Dive Brief:
- The Center for Excellence in Higher Education (CEHE) saw the accreditation of its CollegeAmerica chain renewed earlier this month, but it remains on system-wide probation following a critical review of its business practices in September.
- First reported by the Republic Report, the move to continue sanctions includes stopping enrollment in 10 programs until CEHE "demonstrates significant improvement in student achievement," according to a letter from the Accrediting Commission of Career Schools and Colleges (ACCSC) issued May 2. It also must provide outcomes information for 30 other offerings, along with details on the teach-out status of its discontinued programs.
- In the letter, the ACCSC also asked for verification of claims made in CEHE's promotional materials that it alleges are misleading.
Dive Insight:
In an 80-page letter sent by ACCSC in September that put CEHE's 11 campuses on probation, the accreditor claimed the operator used misleading and concerning marketing tactics and went so far as to discriminate against some students based on their Native American heritage.

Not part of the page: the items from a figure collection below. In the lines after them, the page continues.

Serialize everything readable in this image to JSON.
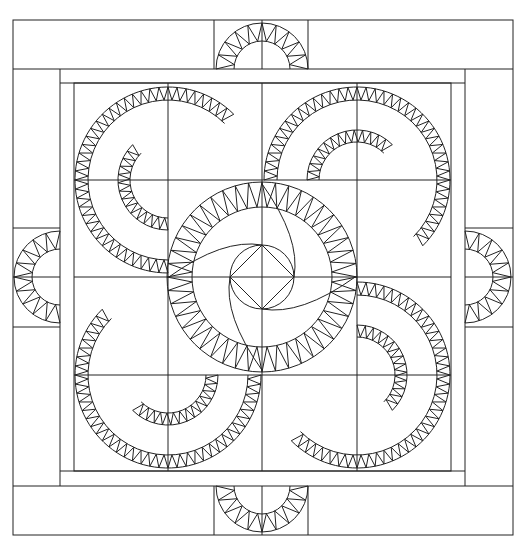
{
  "colors": {
    "background": "#ffffff",
    "line": "#222222"
  },
  "frame": {
    "outer": {
      "x1": 13,
      "y1": 20,
      "x2": 513,
      "y2": 535
    },
    "top_band_bottom": 69,
    "bottom_band_top": 486,
    "left_col_right": 60,
    "right_col_left": 465,
    "inner_strip": {
      "x1": 60,
      "y1": 69,
      "x2": 465,
      "y2": 486
    },
    "block_area": {
      "x1": 74,
      "y1": 83,
      "x2": 451,
      "y2": 471
    }
  },
  "grid": {
    "cols": [
      74,
      168,
      262,
      357,
      451
    ],
    "rows": [
      83,
      180,
      277,
      375,
      471
    ]
  },
  "border_dividers": {
    "top": [
      214,
      308
    ],
    "bottom": [
      214,
      308
    ],
    "left": [
      228,
      327
    ],
    "right": [
      228,
      327
    ]
  },
  "corner_wheels": [
    {
      "name": "top-left",
      "cx": 168,
      "cy": 180,
      "r_outer": 93,
      "r_inner": 80,
      "teeth": 40
    },
    {
      "name": "top-right",
      "cx": 357,
      "cy": 180,
      "r_outer": 93,
      "r_inner": 80,
      "teeth": 40
    },
    {
      "name": "bottom-left",
      "cx": 168,
      "cy": 375,
      "r_outer": 93,
      "r_inner": 80,
      "teeth": 40
    },
    {
      "name": "bottom-right",
      "cx": 357,
      "cy": 375,
      "r_outer": 93,
      "r_inner": 80,
      "teeth": 40
    }
  ],
  "center_wheel": {
    "cx": 262,
    "cy": 277,
    "r_outer": 95,
    "r_inner": 70,
    "r_core": 32,
    "teeth": 44
  },
  "border_halfwheels": [
    {
      "name": "top",
      "cx": 262,
      "cy": 69,
      "r_outer": 46,
      "r_inner": 28
    },
    {
      "name": "bottom",
      "cx": 262,
      "cy": 486,
      "r_outer": 46,
      "r_inner": 28
    },
    {
      "name": "left",
      "cx": 60,
      "cy": 277,
      "r_outer": 46,
      "r_inner": 28
    },
    {
      "name": "right",
      "cx": 465,
      "cy": 277,
      "r_outer": 46,
      "r_inner": 28
    }
  ]
}
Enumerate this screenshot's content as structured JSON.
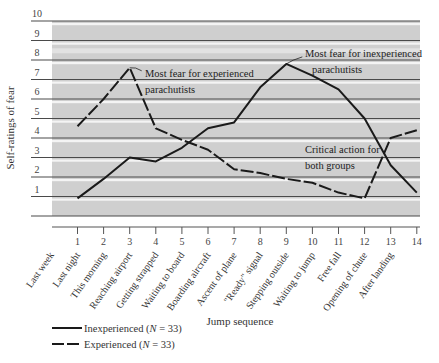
{
  "chart_data": {
    "type": "line",
    "title": "",
    "xlabel": "Jump sequence",
    "ylabel": "Self-ratings of fear",
    "ylim": [
      0,
      10
    ],
    "yticks": [
      1,
      2,
      3,
      4,
      5,
      6,
      7,
      8,
      9,
      10
    ],
    "x": [
      1,
      2,
      3,
      4,
      5,
      6,
      7,
      8,
      9,
      10,
      11,
      12,
      13,
      14
    ],
    "categories": [
      "Last week",
      "Last night",
      "This morning",
      "Reaching airport",
      "Getting strapped",
      "Waiting to board",
      "Boarding aircraft",
      "Ascent of plane",
      "\"Ready\" signal",
      "Stepping outside",
      "Waiting to jump",
      "Free fall",
      "Opening of chute",
      "After landing"
    ],
    "grid": true,
    "legend_position": "bottom-left",
    "series": [
      {
        "name": "Inexperienced (N = 33)",
        "style": "solid",
        "values": [
          0.9,
          1.9,
          3.0,
          2.8,
          3.5,
          4.5,
          4.8,
          6.6,
          7.8,
          7.2,
          6.5,
          5.0,
          2.6,
          1.2
        ]
      },
      {
        "name": "Experienced (N = 33)",
        "style": "dashed",
        "values": [
          4.6,
          6.0,
          7.6,
          4.5,
          3.9,
          3.4,
          2.4,
          2.2,
          1.9,
          1.7,
          1.2,
          0.9,
          4.0,
          4.4
        ]
      }
    ],
    "annotations": [
      {
        "text_lines": [
          "Most fear for experienced",
          "parachutists"
        ],
        "points_to": {
          "series": "Experienced",
          "x": 3
        }
      },
      {
        "text_lines": [
          "Most fear for inexperienced",
          "parachutists"
        ],
        "points_to": {
          "series": "Inexperienced",
          "x": 9
        }
      },
      {
        "text_lines": [
          "Critical action for",
          "both groups"
        ],
        "points_to": {
          "x": 12.7
        }
      }
    ]
  },
  "legend": [
    {
      "label": "Inexperienced (N = 33)",
      "prefix": "Inexperienced (",
      "n_symbol": "N",
      "suffix": " = 33)"
    },
    {
      "label": "Experienced (N = 33)",
      "prefix": "Experienced (",
      "n_symbol": "N",
      "suffix": " = 33)"
    }
  ]
}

The accreditor has also expressed concern over CEHE's "demonstrated commitment to student success and to meaningful self-assessment and improvement processes," according to the May 2 letter.

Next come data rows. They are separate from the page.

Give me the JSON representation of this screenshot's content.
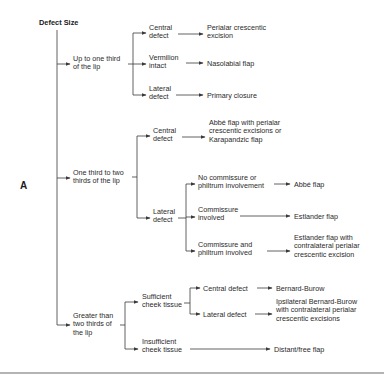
{
  "figure_label": "A",
  "root": "Defect Size",
  "colors": {
    "text": "#2a2a2a",
    "lines": "#3a3a3a",
    "background": "#ffffff"
  },
  "groups": [
    {
      "label": [
        "Up to one third",
        "of the lip"
      ],
      "branches": [
        {
          "label": [
            "Central",
            "defect"
          ],
          "result": [
            "Perialar crescentic",
            "excision"
          ]
        },
        {
          "label": [
            "Vermilion",
            "intact"
          ],
          "result": [
            "Nasolabial flap"
          ]
        },
        {
          "label": [
            "Lateral",
            "defect"
          ],
          "result": [
            "Primary closure"
          ]
        }
      ]
    },
    {
      "label": [
        "One third to two",
        "thirds of the lip"
      ],
      "branches": [
        {
          "label": [
            "Central",
            "defect"
          ],
          "result": [
            "Abbé flap with perialar",
            "crescentic excisions or",
            "Karapandzic flap"
          ]
        },
        {
          "label": [
            "Lateral",
            "defect"
          ],
          "sub": [
            {
              "label": [
                "No commissure or",
                "philtrum involvement"
              ],
              "result": [
                "Abbé flap"
              ]
            },
            {
              "label": [
                "Commissure",
                "involved"
              ],
              "result": [
                "Estlander flap"
              ]
            },
            {
              "label": [
                "Commissure and",
                "philtrum involved"
              ],
              "result": [
                "Estlander flap with",
                "contralateral perialar",
                "crescentic excision"
              ]
            }
          ]
        }
      ]
    },
    {
      "label": [
        "Greater than",
        "two thirds of",
        "the lip"
      ],
      "branches": [
        {
          "label": [
            "Sufficient",
            "cheek tissue"
          ],
          "sub": [
            {
              "label": [
                "Central defect"
              ],
              "result": [
                "Bernard-Burow"
              ]
            },
            {
              "label": [
                "Lateral defect"
              ],
              "result": [
                "Ipsilateral Bernard-Burow",
                "with contralateral perialar",
                "crescentic excisions"
              ]
            }
          ]
        },
        {
          "label": [
            "Insufficient",
            "cheek tissue"
          ],
          "result": [
            "Distant/free flap"
          ]
        }
      ]
    }
  ]
}
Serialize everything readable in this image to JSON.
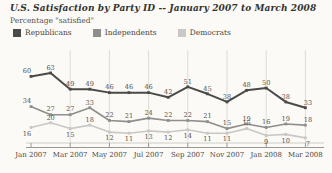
{
  "header": {
    "title": "U.S. Satisfaction by Party ID -- January 2007 to March 2008",
    "subtitle": "Percentage \"satisfied\""
  },
  "legend": {
    "items": [
      {
        "label": "Republicans",
        "color": "#4a4a48"
      },
      {
        "label": "Independents",
        "color": "#8e8e8c"
      },
      {
        "label": "Democrats",
        "color": "#c9c8c4"
      }
    ]
  },
  "chart_data": {
    "type": "line",
    "title": "U.S. Satisfaction by Party ID -- January 2007 to March 2008",
    "subtitle": "Percentage \"satisfied\"",
    "x": [
      "Jan 2007",
      "Feb 2007",
      "Mar 2007",
      "Apr 2007",
      "May 2007",
      "Jun 2007",
      "Jul 2007",
      "Aug 2007",
      "Sep 2007",
      "Oct 2007",
      "Nov 2007",
      "Dec 2007",
      "Jan 2008",
      "Feb 2008",
      "Mar 2008"
    ],
    "x_tick_labels": [
      "Jan 2007",
      "Mar 2007",
      "May 2007",
      "Jul 2007",
      "Sep 2007",
      "Nov 2007",
      "Jan 2008",
      "Mar 2008"
    ],
    "series": [
      {
        "name": "Republicans",
        "color": "#4a4a48",
        "line_width": 2,
        "values": [
          60,
          63,
          49,
          49,
          46,
          46,
          46,
          42,
          51,
          45,
          38,
          48,
          50,
          38,
          33
        ],
        "label_side": [
          "above",
          "above",
          "above",
          "above",
          "above",
          "above",
          "above",
          "above",
          "above",
          "above",
          "above",
          "above",
          "above",
          "above",
          "above"
        ]
      },
      {
        "name": "Independents",
        "color": "#8e8e8c",
        "line_width": 1.6,
        "values": [
          34,
          27,
          27,
          33,
          22,
          21,
          24,
          22,
          22,
          21,
          15,
          19,
          16,
          19,
          18
        ],
        "label_side": [
          "above",
          "above",
          "above",
          "above",
          "above",
          "above",
          "above",
          "above",
          "above",
          "above",
          "above",
          "above",
          "above",
          "above",
          "above"
        ]
      },
      {
        "name": "Democrats",
        "color": "#c9c8c4",
        "line_width": 1.6,
        "values": [
          16,
          20,
          15,
          18,
          12,
          11,
          13,
          12,
          14,
          11,
          11,
          15,
          9,
          10,
          7
        ],
        "label_side": [
          "below",
          "above",
          "below",
          "above",
          "below",
          "below",
          "below",
          "below",
          "below",
          "below",
          "below",
          "above",
          "below",
          "below",
          "below"
        ]
      }
    ],
    "ylim": [
      0,
      70
    ],
    "grid": "vertical-at-labeled-ticks",
    "legend_position": "top-left",
    "label_color": "#55524e",
    "gridline_color": "#dedcd7",
    "axis_line_light": "#cfccc6",
    "axis_line_dark": "#9a9792"
  }
}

That letter, which stems from the accreditor's February review, acknowledged a "shift in tone" by CEHE "toward taking the action required to achieve and demonstrate compliance." ACCSC also noted CEHE "has begun the process of candid self-evaluation and is working to develop realistic solutions" to compliance issues raised by the accreditor.
But that's not enough to halt the continuation of its probation status. It follows the agreed-upon dismissal in December of CEHE's lawsuit challenging the U.S. Education Department's decision to not recognize its conversion to a nonprofit for Title IV purposes, the Republic Report notes.
The Obama administration had expressed concern that the conversion was done in part "to evade certain regulatory requirements" that apply specifically to for-profit colleges, according to court filings. And a review of for-profit-to-nonprofit conversions by The Century Foundation calls attention to the potential for the colleges' owner to unfairly benefit from the transaction.
Confronting tighter regulations and more competition from nonprofit institutions online, for-profit colleges are changing their business models. Some are dropping college brands to operate instead as educational services providers, while others are shedding campuses and reconfiguring to compete solely online, according to a recent Brookings Institution report.
Yet a spate of high-profile closures of for-profit colleges in late 2018 indicate the sector is still under scrutiny. The mechanisms designed to alert the market to an institution's potential insolvency may not be working as intended.
Observers say private equity investors' fateful interest in for-profit colleges may be reviving ahead of a possible economic contraction — though the prospect of further regulation, a potential outcome of a Democratic victory in 2020, could put them off.
In addition to CollegeAmerica, CEHE also runs Stevens-Henager College, California College San Diego and Independence University. ACCSC will review the latest round of information requested from CEHE at its August 2019 meeting.